Retype every line from the start of the entries below down to the line with "Task: Click on the About Us", both ends included; skip the pictures.

**** THE RECORDS ****

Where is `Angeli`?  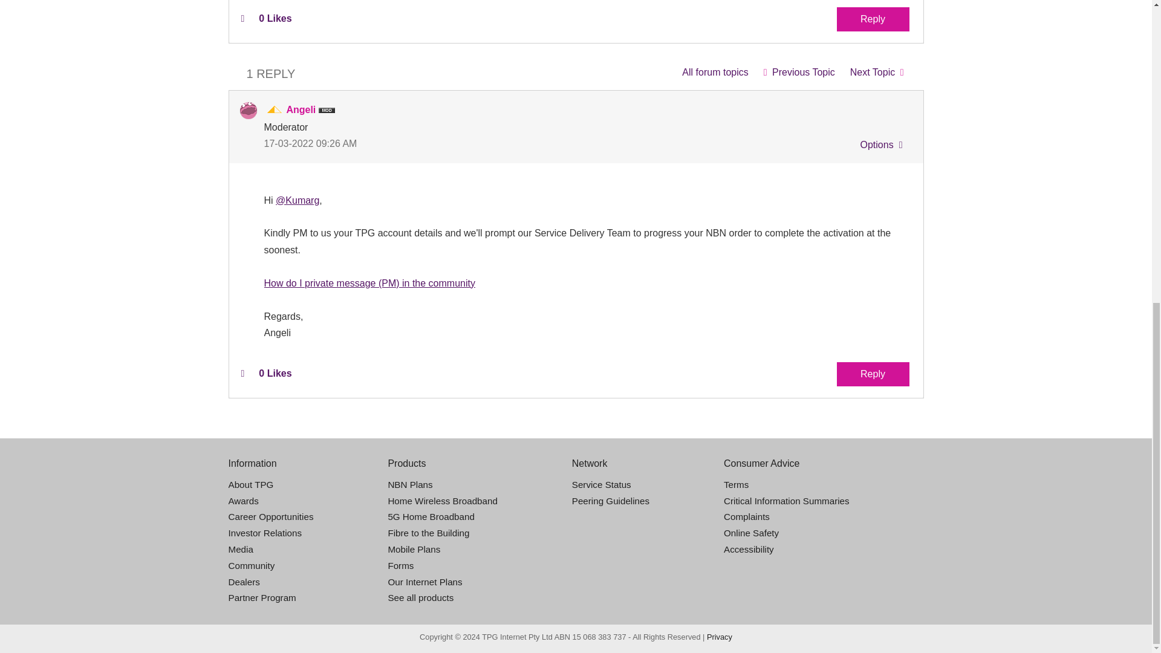
Angeli is located at coordinates (248, 110).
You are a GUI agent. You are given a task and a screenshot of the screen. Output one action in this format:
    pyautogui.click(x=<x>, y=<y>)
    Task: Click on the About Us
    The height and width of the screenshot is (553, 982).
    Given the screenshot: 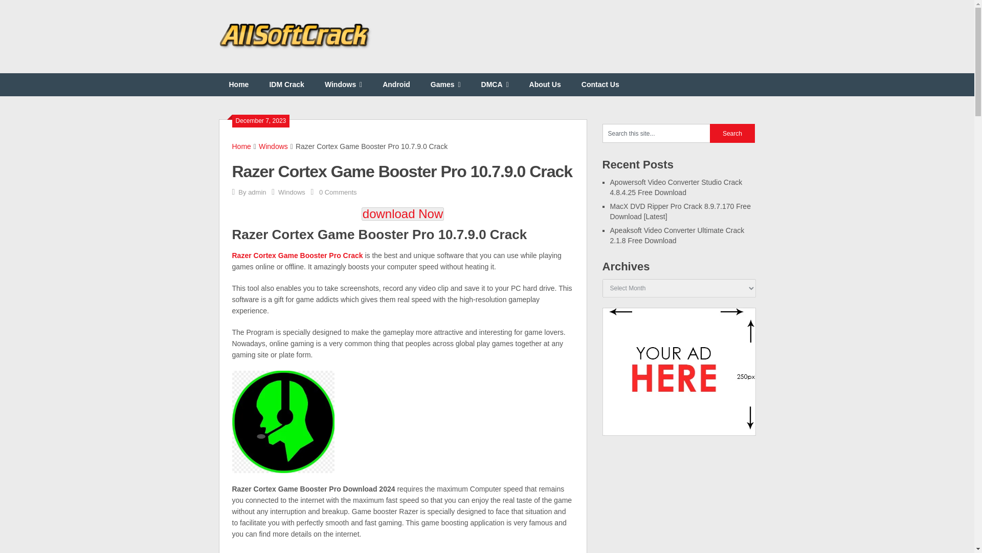 What is the action you would take?
    pyautogui.click(x=545, y=84)
    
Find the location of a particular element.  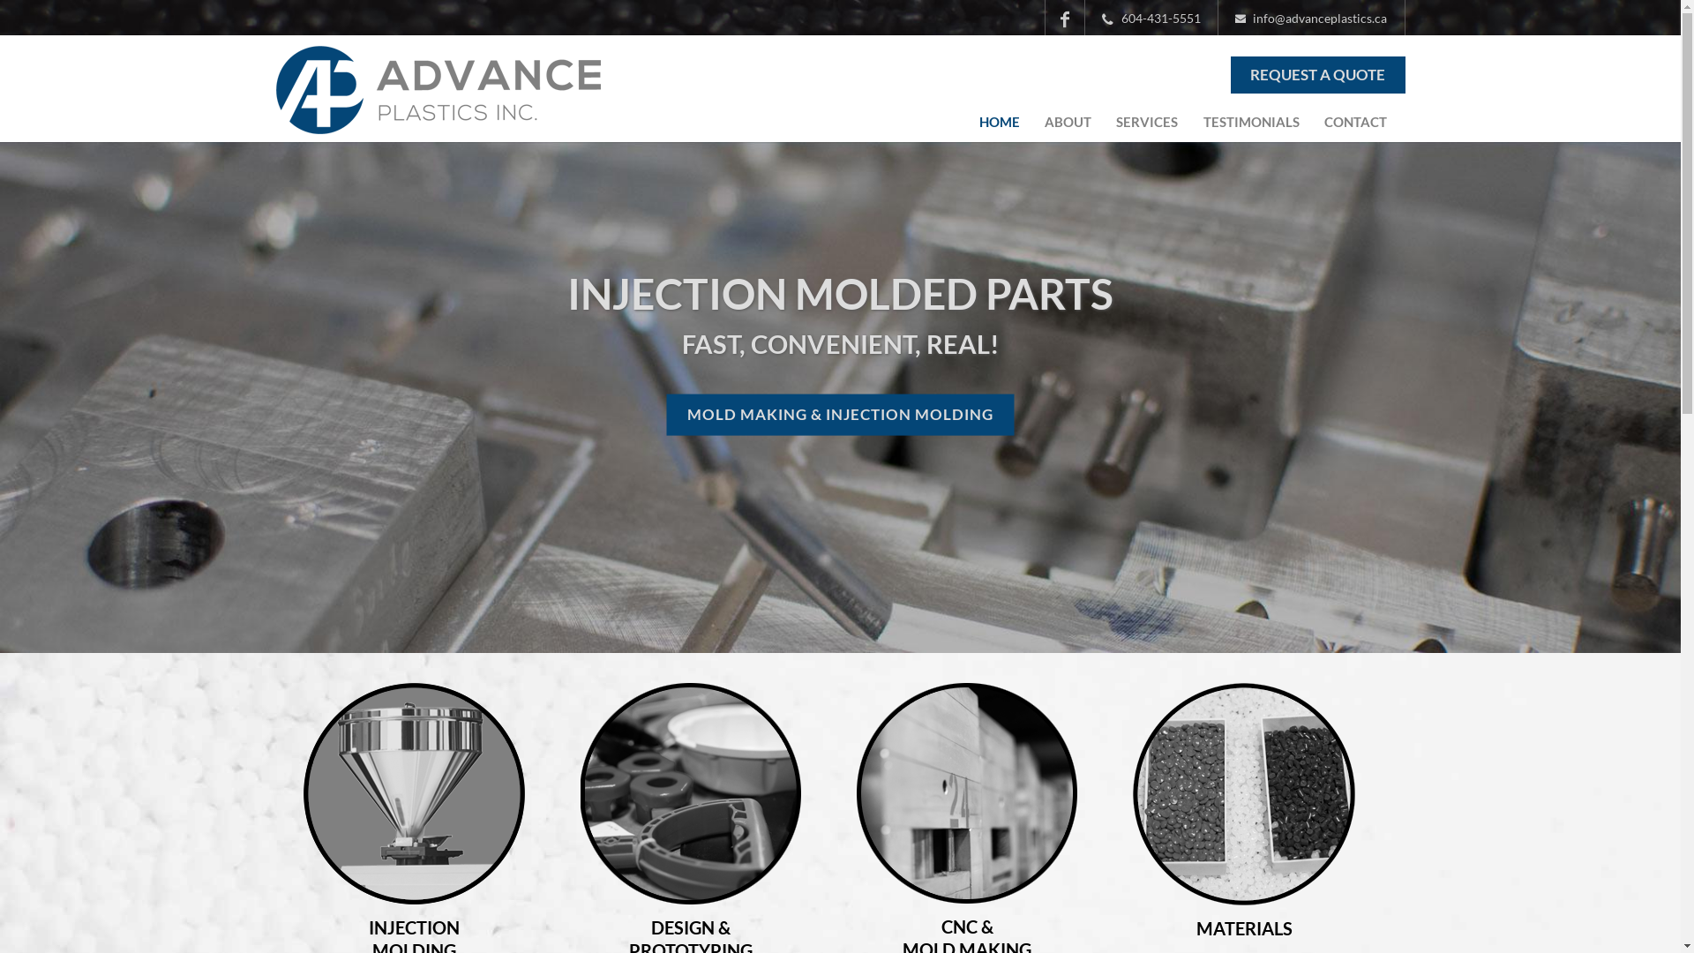

Advance Plastics - Home is located at coordinates (438, 122).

****

ANSWER TO THIS TASK:
Where is `Angeli`?  
Angeli is located at coordinates (248, 110).
You are a GUI agent. You are given a task and a screenshot of the screen. Output one action in this format:
    pyautogui.click(x=<x>, y=<y>)
    Task: Click on the About Us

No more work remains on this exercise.